By Pia Diamandis & Elena Tortelli. Cover image: Haruka Sakaguchi & Griselda San Martin, Anna Weng, Typecast Role: China Doll; Ideal Role: Detective, 2018, digital photography. Courtesy of the artists
“A Feminine Lexicon” artists include New York City-based photographers Haruka Sakaguchi (b. 1990, Osaka, Japan) and Griselda San Martin (b. 1978, Barcelona, Spain).
In “A Feminine Lexicon”, they showcase their series Typecast, photographs of Hollywood actresses, showing them in the most typical roles they have been asked to play and in the ideal roles they would like to play.
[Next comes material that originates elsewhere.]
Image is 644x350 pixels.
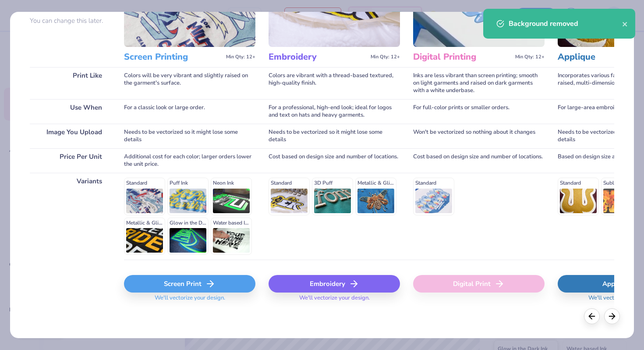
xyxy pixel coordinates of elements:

The resulting sequence of four images recalls the practice of attaching a series of head-shots in different situations and roles to an actor’s resumé to show their acting experience. This underscores the need to affirm one’s identity, in a few short lines, and with a limited number of pictures, in the market of personalities that is Hollywood.
Haruka Sakaguchi & Griselda San Martin’s photographs are featured in the Representations section of the exhibition “A Feminine Lexicon”, underlining how retelling and representing are ways of caring and, at the same time, of defining one’s identity.
The Representations section features works by Stacey Gillian Abe, Haruka Sakaguchi & Griselda San Martin, and Reba Maybury.
PD, ET: How would you best describe Typecast? Where did the idea to make it come from?
GSM: Typecast is a satirical portrait series addressing typecasting practices in the entertainment industry.
Lack of diversity is amongst one of the most deep-rooted – and oldest – problems in the film industry. While ethnic minorities constitute nearly half of the US population, only 3 out of 10 lead actors in film are people of color and only 1.5 out of 10 film directors are female.
Though Typecast deals specifically within the entertainment industry, our goal is that it stimulates dialogue on implicit racism and how media representation directly correlates with one’s identity. Representation matters; it’s hard to overstate the importance of seeing someone who looks like you portrayed as a three-dimensional character with agency and dignity. Our project illustrates the plausibility of a more equitable future – both on-screen and in real life.
PD, ET: In your opinion, how has the representation of feminine identities evolved today? Do you think that visual art can change how we can represent, narrate, and ultimately see the others?
HS: Fortunately, the representation of feminine identities is diversifying thanks to the overall decentralization of the entertainment industry from traditional Hollywood studio productions to the emergence of competitive streaming services. We have evolved from seeing a singular archetype of womanhood as determined by a handful of powerful and usually male Hollywood studio executives to a much broader range of feminine identities born out of a multitude of younger, more innovative and more market-savvy writing rooms.
While we believe that visual art is an effective tool to define and redefine selfhood, we also believe that the art world can have a very limited audience. By infusing humor and satire into our work, we hope to reach a broader audience and humorize – not vilify – ethnic and cultural stereotyping as an outdated and obsolete practice.
INFORMATION
A Feminine Lexicon is an online exhibition curated by Pia Diamandis and Elena Tortelli, students in Arts Curating at Istituto Marangoni Firenze for Museo Salvatore Ferragamo, available at museo.ferragamo.com.
Haruka Sakaguchi & Griselda San Martin are documentary photographers. They live and work in New York City, USA.
Pia Diamandis and Elena Tortelli are undergraduate students of Arts Curating at Istituto Marangoni Firenze.